Jeff Bezos and Amazon have been extremely successful in driving disruption in numerous markets. He has defined the key to that success as being a “Day 1” company — not resting on present or past success but treating each day as Day 1. This is exactly the concept we need as a partner mindset throughout our profession.
Let’s examine the four tenets of Bezos’s Day 1 theory for our firms.
- Customer frenzy: How many of us would describe the way we serve clients as a frenzy for WOW service? How many of us have shown the fanatical discipline of Disney to make every aspect of our client experience great? Frankly, we might find that our client service has migrated to be fairly bland and even deadline and process-driven rather than customer-driven. Have our deliverables taken too much of a technical slant? Has anyone listened to an audit committee presentation lately? It can be very telling from the customer perspective. Sure, we have exceptions and great client experiences, but as a profession and with most firms (certainly with ours) it has been too inconsistent. Client experiences appear to be driven by one individual rather than a well-trained and disciplined team. We seem to be a long way from being fanatics about the client experience. Here’s another quick measurement: How long has it been since our customer heard us ask, “How could we have served you even better?”
- Hard trends: How many of us have identified specific hard trends in our profession and are taking action to capture the opportunities? What about hard trends in our clients' industries or businesses? Do our team members know what the hard trends are for our profession or for our clients? What is our future view based on hard trends? A Day 1 company has a future view based on hard trends that everyone understands.
- Results over process: Have our legacy systems added a layer of bureaucracy that takes our focus off of results? Has our chargeable-hour business model built processes and systems that are not effective? As we look at our recent innovation, has it been about efficiency or effectiveness? We may need a mindset shift from doing things right to making sure we are doing the right things.
- Big decisions quickly: What has our decision matrix evolved into? In conversations with middle management in a variety of firms from the Big 4 to national and regional firms, regardless of size, it seems to be harder and slower to make big decisions. How does rigid decision-making fit with a pace of change that we have never experienced before? Have we migrated so much to safe decisions that we are not taking enough risks as a profession? Are we consistently wanting a little more information before we decide?
These Day 1 attributes from Bezos provide us with a strong measuring stick to propel us to move faster and to fight the complacency that accompanies Day 2 and success. I also want to thank Matt Armanino for sharing these attributes with me. Matt is certainly a Day 1 pioneer for our profession.
Today, the great legacy of our profession will only be repeatable if we focus on being distinctive, anticipatory and fast. Critical mass is so important, yet it turns into a heavyweight if we do not use Day 1 attributes to drive results and be distinctive.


* TASK OBJECTIVE *
Repeat the material exactly, leaving no line out.

* GIVEN RECORDS *
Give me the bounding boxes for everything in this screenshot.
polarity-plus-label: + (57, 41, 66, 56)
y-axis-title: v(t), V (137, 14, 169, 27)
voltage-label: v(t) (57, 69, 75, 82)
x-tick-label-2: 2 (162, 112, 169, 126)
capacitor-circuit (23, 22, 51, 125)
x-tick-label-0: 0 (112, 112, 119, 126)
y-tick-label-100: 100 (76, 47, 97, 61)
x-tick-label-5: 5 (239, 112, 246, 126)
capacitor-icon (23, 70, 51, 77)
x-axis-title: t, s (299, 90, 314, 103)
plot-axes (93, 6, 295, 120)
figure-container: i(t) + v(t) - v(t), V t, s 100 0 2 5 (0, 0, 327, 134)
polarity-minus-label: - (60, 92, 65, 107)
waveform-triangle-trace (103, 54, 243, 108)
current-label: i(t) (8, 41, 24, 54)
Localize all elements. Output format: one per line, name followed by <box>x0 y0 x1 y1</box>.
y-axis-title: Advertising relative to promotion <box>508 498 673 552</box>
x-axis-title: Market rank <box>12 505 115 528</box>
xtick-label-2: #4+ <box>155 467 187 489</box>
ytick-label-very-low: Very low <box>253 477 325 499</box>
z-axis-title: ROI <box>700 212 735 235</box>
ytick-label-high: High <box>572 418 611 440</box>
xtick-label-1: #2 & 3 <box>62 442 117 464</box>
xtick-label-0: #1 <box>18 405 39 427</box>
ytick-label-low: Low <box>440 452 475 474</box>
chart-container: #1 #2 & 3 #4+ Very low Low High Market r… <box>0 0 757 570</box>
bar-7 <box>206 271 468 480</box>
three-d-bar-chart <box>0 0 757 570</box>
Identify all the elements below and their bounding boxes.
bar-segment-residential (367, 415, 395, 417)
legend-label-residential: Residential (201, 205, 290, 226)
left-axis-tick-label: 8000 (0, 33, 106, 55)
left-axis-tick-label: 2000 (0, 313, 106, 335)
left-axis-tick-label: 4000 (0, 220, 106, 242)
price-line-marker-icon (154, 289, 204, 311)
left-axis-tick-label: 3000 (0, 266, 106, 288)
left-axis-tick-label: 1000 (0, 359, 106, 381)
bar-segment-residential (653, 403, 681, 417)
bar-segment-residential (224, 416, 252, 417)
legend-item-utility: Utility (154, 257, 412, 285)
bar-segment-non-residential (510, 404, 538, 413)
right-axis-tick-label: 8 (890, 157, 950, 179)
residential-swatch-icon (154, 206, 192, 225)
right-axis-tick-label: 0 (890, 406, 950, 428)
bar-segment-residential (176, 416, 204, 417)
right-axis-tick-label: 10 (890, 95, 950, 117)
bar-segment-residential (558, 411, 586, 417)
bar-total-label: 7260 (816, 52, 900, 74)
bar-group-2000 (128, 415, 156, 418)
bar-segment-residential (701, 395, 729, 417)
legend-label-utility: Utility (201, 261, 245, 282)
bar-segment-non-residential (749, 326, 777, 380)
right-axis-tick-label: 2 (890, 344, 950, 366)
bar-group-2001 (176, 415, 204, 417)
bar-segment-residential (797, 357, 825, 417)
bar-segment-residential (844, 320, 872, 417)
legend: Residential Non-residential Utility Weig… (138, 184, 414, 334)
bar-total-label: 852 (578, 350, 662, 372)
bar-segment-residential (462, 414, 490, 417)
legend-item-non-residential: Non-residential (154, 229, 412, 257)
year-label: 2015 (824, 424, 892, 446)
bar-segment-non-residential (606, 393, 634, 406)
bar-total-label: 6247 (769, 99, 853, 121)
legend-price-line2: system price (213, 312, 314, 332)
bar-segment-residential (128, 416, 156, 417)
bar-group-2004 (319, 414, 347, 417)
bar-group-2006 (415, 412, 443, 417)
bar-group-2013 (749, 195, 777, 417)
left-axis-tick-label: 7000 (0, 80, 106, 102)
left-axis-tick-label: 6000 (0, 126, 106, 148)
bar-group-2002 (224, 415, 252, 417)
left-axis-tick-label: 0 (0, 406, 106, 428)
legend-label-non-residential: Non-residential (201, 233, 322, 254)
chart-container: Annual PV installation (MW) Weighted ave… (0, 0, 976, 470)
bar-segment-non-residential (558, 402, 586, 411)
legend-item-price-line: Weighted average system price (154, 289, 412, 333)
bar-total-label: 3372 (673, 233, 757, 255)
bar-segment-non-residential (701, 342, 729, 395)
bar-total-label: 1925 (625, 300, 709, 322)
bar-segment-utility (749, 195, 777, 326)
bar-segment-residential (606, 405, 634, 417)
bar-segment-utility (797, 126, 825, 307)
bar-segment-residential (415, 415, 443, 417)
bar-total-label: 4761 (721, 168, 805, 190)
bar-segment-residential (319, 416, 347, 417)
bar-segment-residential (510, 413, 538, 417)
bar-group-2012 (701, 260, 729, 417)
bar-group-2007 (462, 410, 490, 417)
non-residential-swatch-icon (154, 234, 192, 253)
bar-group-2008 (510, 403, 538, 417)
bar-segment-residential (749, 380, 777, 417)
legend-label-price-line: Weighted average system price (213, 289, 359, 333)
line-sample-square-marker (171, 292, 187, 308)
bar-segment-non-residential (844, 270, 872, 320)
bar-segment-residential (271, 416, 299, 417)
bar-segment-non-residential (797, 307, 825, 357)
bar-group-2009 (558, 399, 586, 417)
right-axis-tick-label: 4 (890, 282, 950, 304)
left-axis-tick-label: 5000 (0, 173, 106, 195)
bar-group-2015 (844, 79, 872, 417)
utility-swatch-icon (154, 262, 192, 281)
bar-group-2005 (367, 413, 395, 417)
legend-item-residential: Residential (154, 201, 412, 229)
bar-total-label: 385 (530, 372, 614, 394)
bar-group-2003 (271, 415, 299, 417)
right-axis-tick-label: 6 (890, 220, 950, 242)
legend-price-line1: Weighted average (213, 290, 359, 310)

* RESULT FOR THIS EXERCISE *
Give me the bounding boxes for everything in this screenshot.
polarity-plus-label: + (57, 41, 66, 56)
y-axis-title: v(t), V (137, 14, 169, 27)
voltage-label: v(t) (57, 69, 75, 82)
x-tick-label-2: 2 (162, 112, 169, 126)
capacitor-circuit (23, 22, 51, 125)
x-tick-label-0: 0 (112, 112, 119, 126)
y-tick-label-100: 100 (76, 47, 97, 61)
x-tick-label-5: 5 (239, 112, 246, 126)
capacitor-icon (23, 70, 51, 77)
x-axis-title: t, s (299, 90, 314, 103)
plot-axes (93, 6, 295, 120)
figure-container: i(t) + v(t) - v(t), V t, s 100 0 2 5 (0, 0, 327, 134)
polarity-minus-label: - (60, 92, 65, 107)
waveform-triangle-trace (103, 54, 243, 108)
current-label: i(t) (8, 41, 24, 54)
Localize all elements. Output format: one per line, name followed by <box>x0 y0 x1 y1</box>.
y-axis-title: Advertising relative to promotion <box>508 498 673 552</box>
x-axis-title: Market rank <box>12 505 115 528</box>
xtick-label-2: #4+ <box>155 467 187 489</box>
ytick-label-very-low: Very low <box>253 477 325 499</box>
z-axis-title: ROI <box>700 212 735 235</box>
ytick-label-high: High <box>572 418 611 440</box>
xtick-label-1: #2 & 3 <box>62 442 117 464</box>
xtick-label-0: #1 <box>18 405 39 427</box>
ytick-label-low: Low <box>440 452 475 474</box>
chart-container: #1 #2 & 3 #4+ Very low Low High Market r… <box>0 0 757 570</box>
bar-7 <box>206 271 468 480</box>
three-d-bar-chart <box>0 0 757 570</box>
Identify all the elements below and their bounding boxes.
bar-segment-residential (367, 415, 395, 417)
legend-label-residential: Residential (201, 205, 290, 226)
left-axis-tick-label: 8000 (0, 33, 106, 55)
left-axis-tick-label: 2000 (0, 313, 106, 335)
left-axis-tick-label: 4000 (0, 220, 106, 242)
price-line-marker-icon (154, 289, 204, 311)
left-axis-tick-label: 3000 (0, 266, 106, 288)
left-axis-tick-label: 1000 (0, 359, 106, 381)
bar-segment-residential (653, 403, 681, 417)
bar-segment-residential (224, 416, 252, 417)
legend-item-utility: Utility (154, 257, 412, 285)
bar-segment-non-residential (510, 404, 538, 413)
right-axis-tick-label: 8 (890, 157, 950, 179)
residential-swatch-icon (154, 206, 192, 225)
right-axis-tick-label: 0 (890, 406, 950, 428)
bar-segment-residential (176, 416, 204, 417)
right-axis-tick-label: 10 (890, 95, 950, 117)
bar-segment-residential (558, 411, 586, 417)
bar-total-label: 7260 (816, 52, 900, 74)
bar-group-2000 (128, 415, 156, 418)
bar-segment-residential (701, 395, 729, 417)
legend-label-utility: Utility (201, 261, 245, 282)
bar-segment-non-residential (749, 326, 777, 380)
right-axis-tick-label: 2 (890, 344, 950, 366)
bar-group-2001 (176, 415, 204, 417)
bar-segment-residential (797, 357, 825, 417)
bar-segment-residential (844, 320, 872, 417)
legend: Residential Non-residential Utility Weig… (138, 184, 414, 334)
bar-total-label: 852 (578, 350, 662, 372)
bar-segment-residential (462, 414, 490, 417)
legend-item-non-residential: Non-residential (154, 229, 412, 257)
year-label: 2015 (824, 424, 892, 446)
bar-segment-non-residential (606, 393, 634, 406)
bar-total-label: 6247 (769, 99, 853, 121)
legend-price-line2: system price (213, 312, 314, 332)
bar-segment-residential (128, 416, 156, 417)
bar-group-2004 (319, 414, 347, 417)
bar-group-2006 (415, 412, 443, 417)
bar-group-2013 (749, 195, 777, 417)
left-axis-tick-label: 7000 (0, 80, 106, 102)
left-axis-tick-label: 6000 (0, 126, 106, 148)
bar-group-2002 (224, 415, 252, 417)
left-axis-tick-label: 0 (0, 406, 106, 428)
legend-label-non-residential: Non-residential (201, 233, 322, 254)
chart-container: Annual PV installation (MW) Weighted ave… (0, 0, 976, 470)
bar-segment-non-residential (558, 402, 586, 411)
legend-item-price-line: Weighted average system price (154, 289, 412, 333)
bar-total-label: 3372 (673, 233, 757, 255)
bar-segment-non-residential (701, 342, 729, 395)
bar-total-label: 1925 (625, 300, 709, 322)
bar-segment-utility (749, 195, 777, 326)
bar-segment-residential (606, 405, 634, 417)
bar-segment-utility (797, 126, 825, 307)
bar-segment-residential (415, 415, 443, 417)
bar-total-label: 4761 (721, 168, 805, 190)
bar-segment-residential (319, 416, 347, 417)
bar-segment-residential (510, 413, 538, 417)
bar-group-2012 (701, 260, 729, 417)
bar-group-2007 (462, 410, 490, 417)
non-residential-swatch-icon (154, 234, 192, 253)
bar-group-2008 (510, 403, 538, 417)
bar-segment-residential (749, 380, 777, 417)
legend-label-price-line: Weighted average system price (213, 289, 359, 333)
line-sample-square-marker (171, 292, 187, 308)
bar-segment-non-residential (844, 270, 872, 320)
bar-segment-residential (271, 416, 299, 417)
bar-segment-non-residential (797, 307, 825, 357)
bar-group-2009 (558, 399, 586, 417)
right-axis-tick-label: 4 (890, 282, 950, 304)
left-axis-tick-label: 5000 (0, 173, 106, 195)
bar-group-2015 (844, 79, 872, 417)
utility-swatch-icon (154, 262, 192, 281)
bar-group-2005 (367, 413, 395, 417)
legend-item-residential: Residential (154, 201, 412, 229)
bar-total-label: 385 (530, 372, 614, 394)
bar-group-2003 (271, 415, 299, 417)
right-axis-tick-label: 6 (890, 220, 950, 242)
legend-price-line1: Weighted average (213, 290, 359, 310)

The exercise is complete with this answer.